## What is expected
Only the text should come through, so restate the listing exactly and drop its images.

## Records for processing

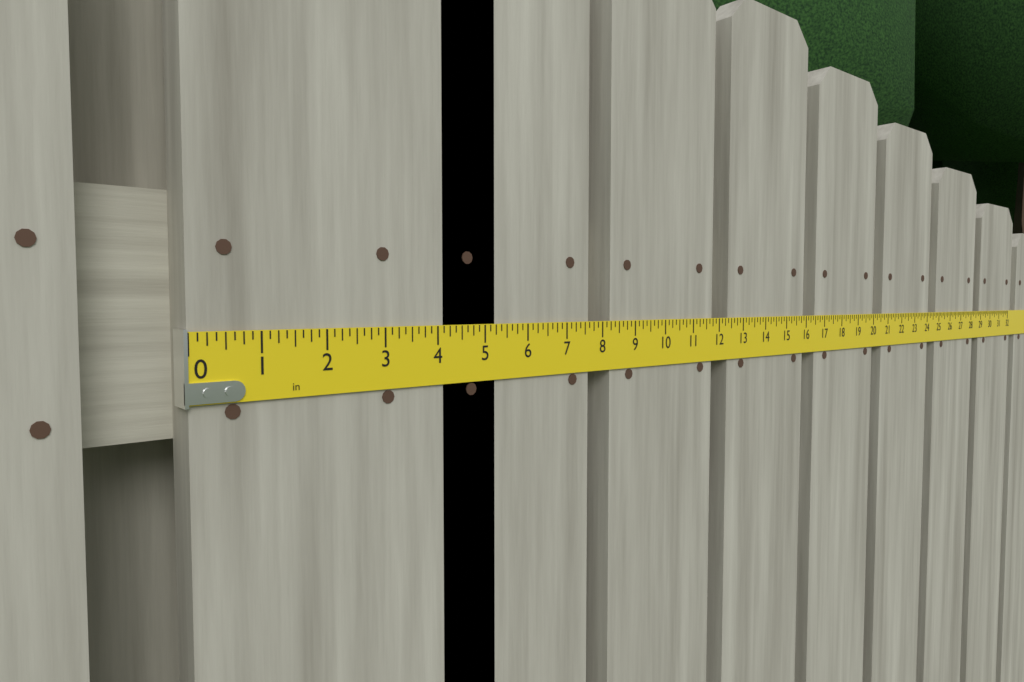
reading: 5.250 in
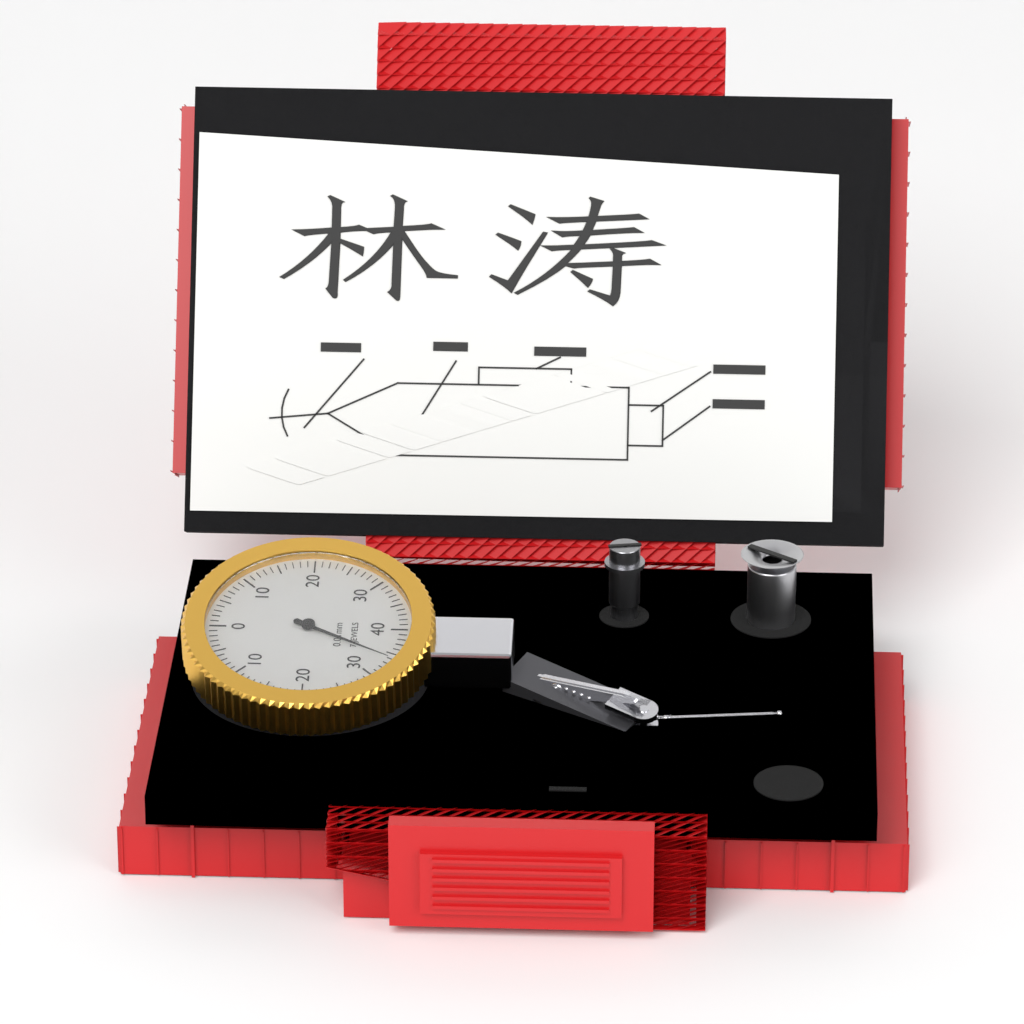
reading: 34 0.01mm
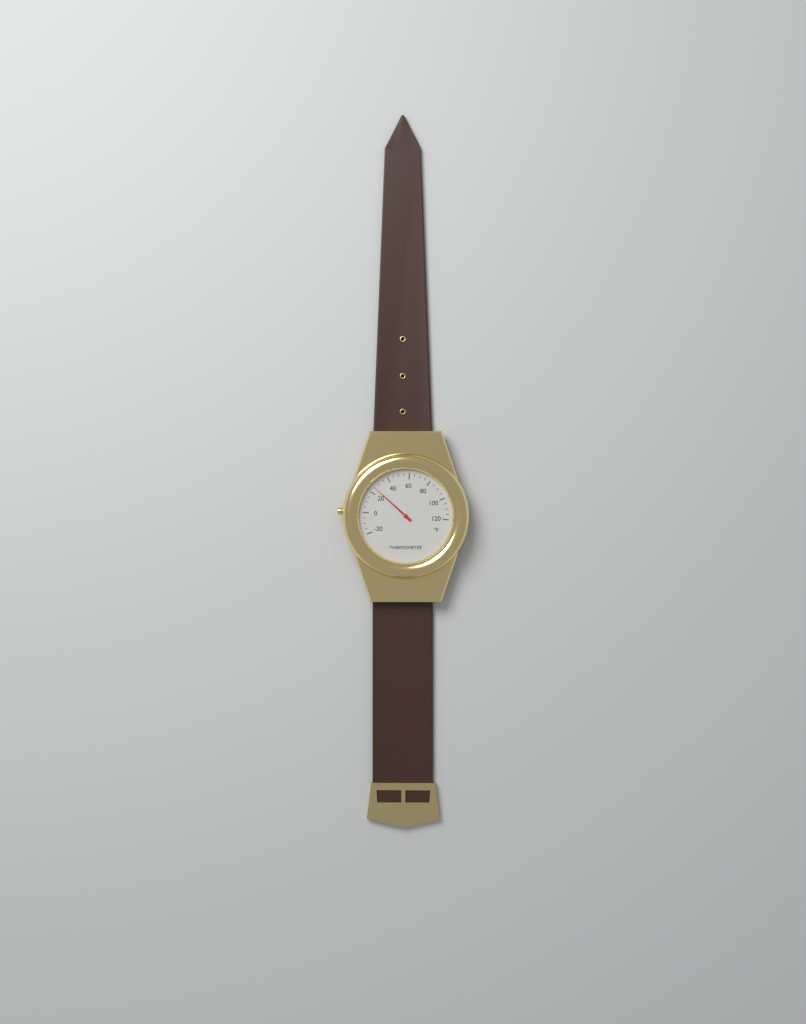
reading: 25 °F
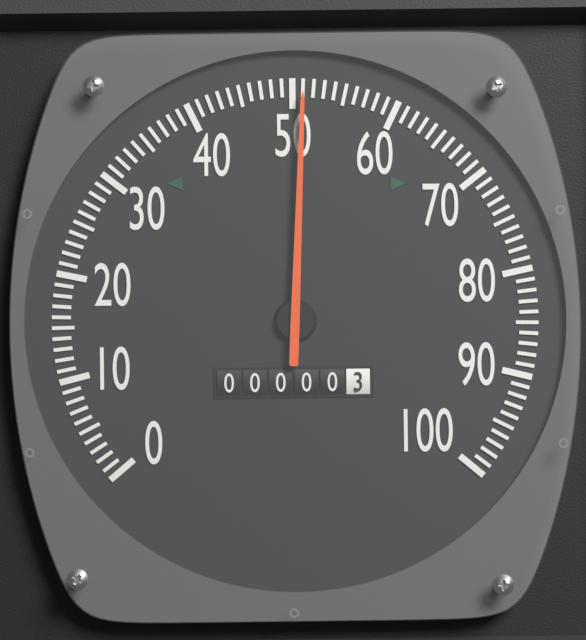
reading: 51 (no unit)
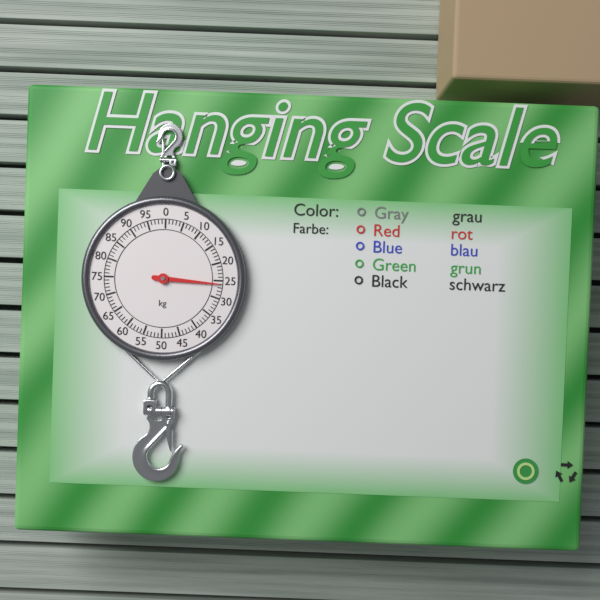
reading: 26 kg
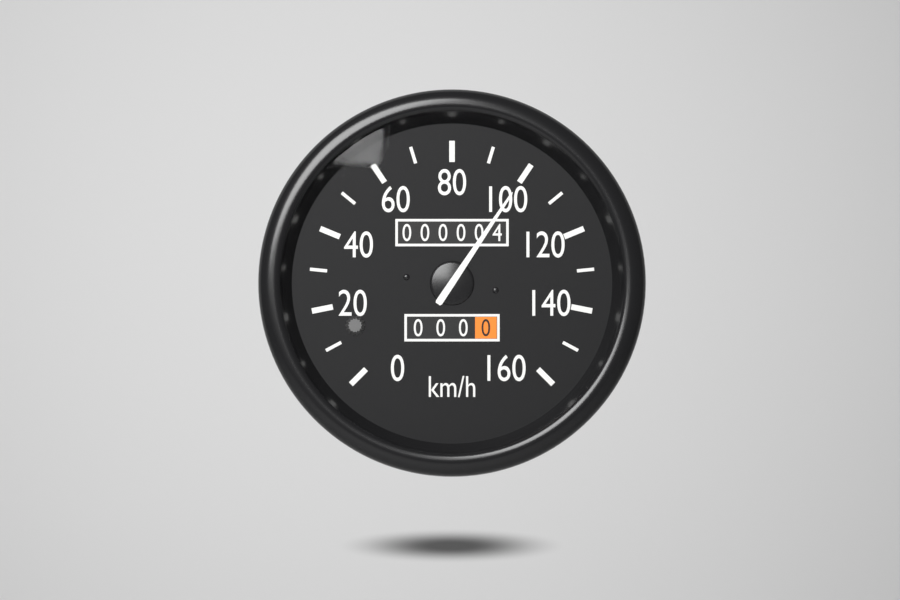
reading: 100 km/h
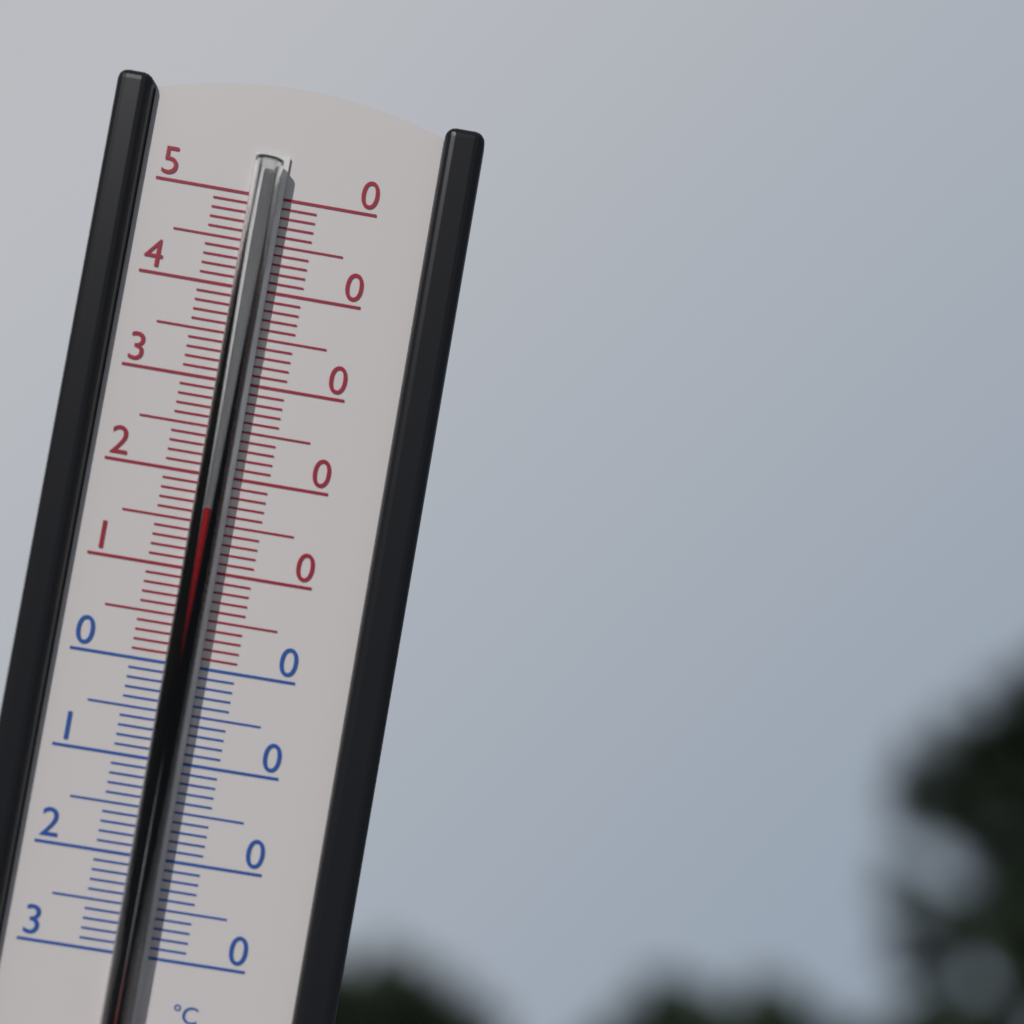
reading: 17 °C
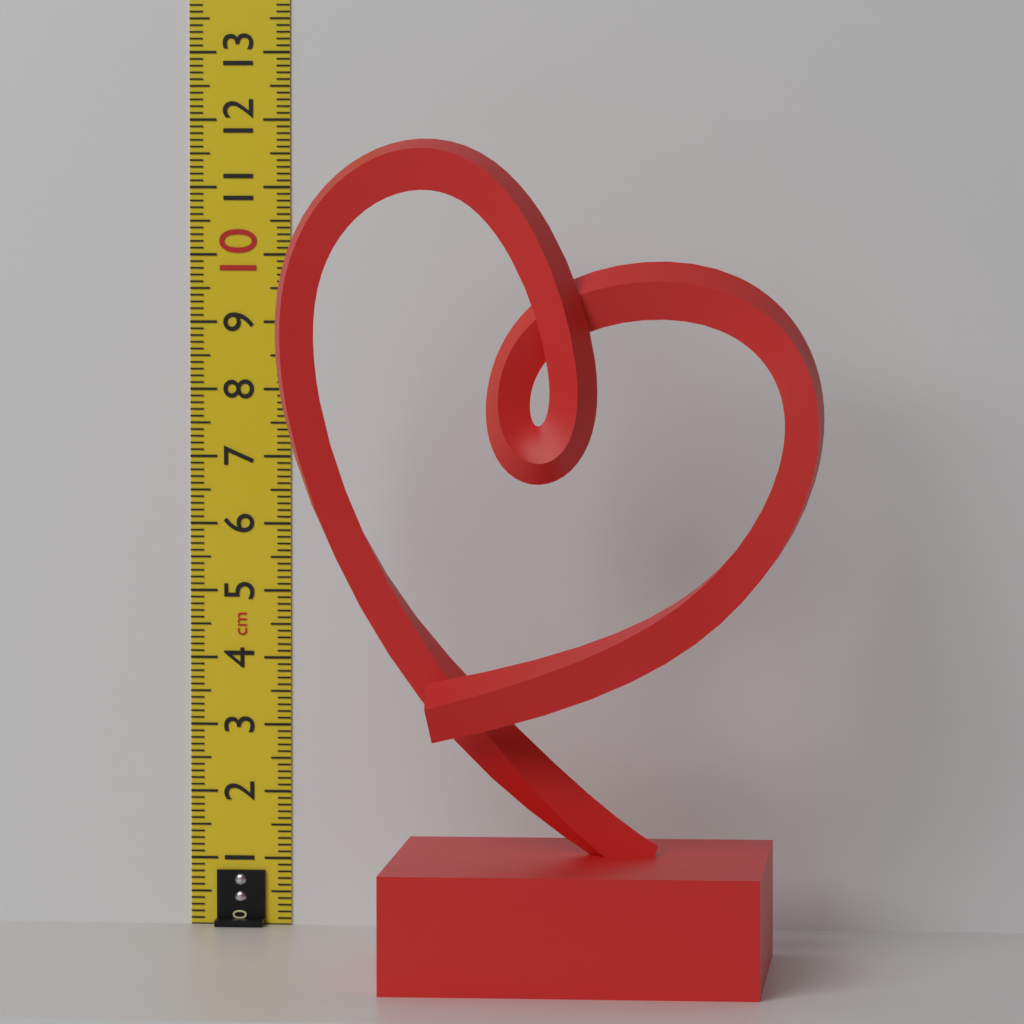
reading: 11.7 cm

## Exercise output
reading: 5.250 in
reading: 34 0.01mm
reading: 25 °F
reading: 51 (no unit)
reading: 26 kg
reading: 100 km/h
reading: 17 °C
reading: 11.7 cm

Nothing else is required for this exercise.